The attempts to produce a gel that offers some protection from the risk of HIV infection have failed once more. A new gel designed to protect women from HIV infection has been checked and it does not work.

The anti-HIV gel Carraguard, made from seaweed extract, was tested in a two-year study of over 6,000 sexually active HIV-negative women in South Africa.

Women who were given Carraguard had a HIV infection rate of 3.3 per 100 woman-years (134 infections), while women in the control group who were given a non-working placebo, had a slightly higher HIV infection rate of 3.8 per 100 woman-years (151 infections).

Search must go on

While this gel failed, the study's authors say that urgent efforts to create an effective female-controlled HIV-prevention method should continue.

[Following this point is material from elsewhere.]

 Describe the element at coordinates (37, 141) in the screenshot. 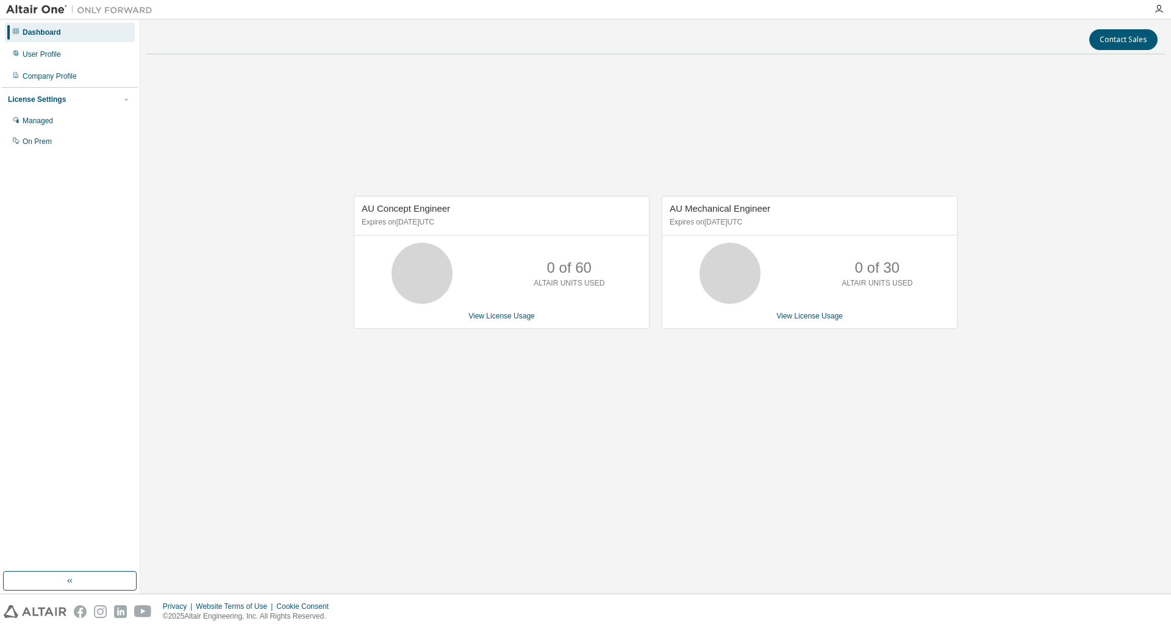

I see `div: On Prem` at that location.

Researchers Stephanie Skoler-Karpoff and Barbara Friedland say: "This study did not show Carraguard's efficacy in prevention of male-to-female transmission of HIV, although no safety concerns were recorded. Low levels of gel use could have compromised the potential to detect a significant protective effect. Although the results from this and other completed microbicides efficacy trials have been disappointing, the search for female-controlled HIV-prevention methods must continue."

source

More than 33 million people worldwide are living with HIV, with more than two thirds of those in sub-Saharan Africa where women and girls account for 61% of all infections.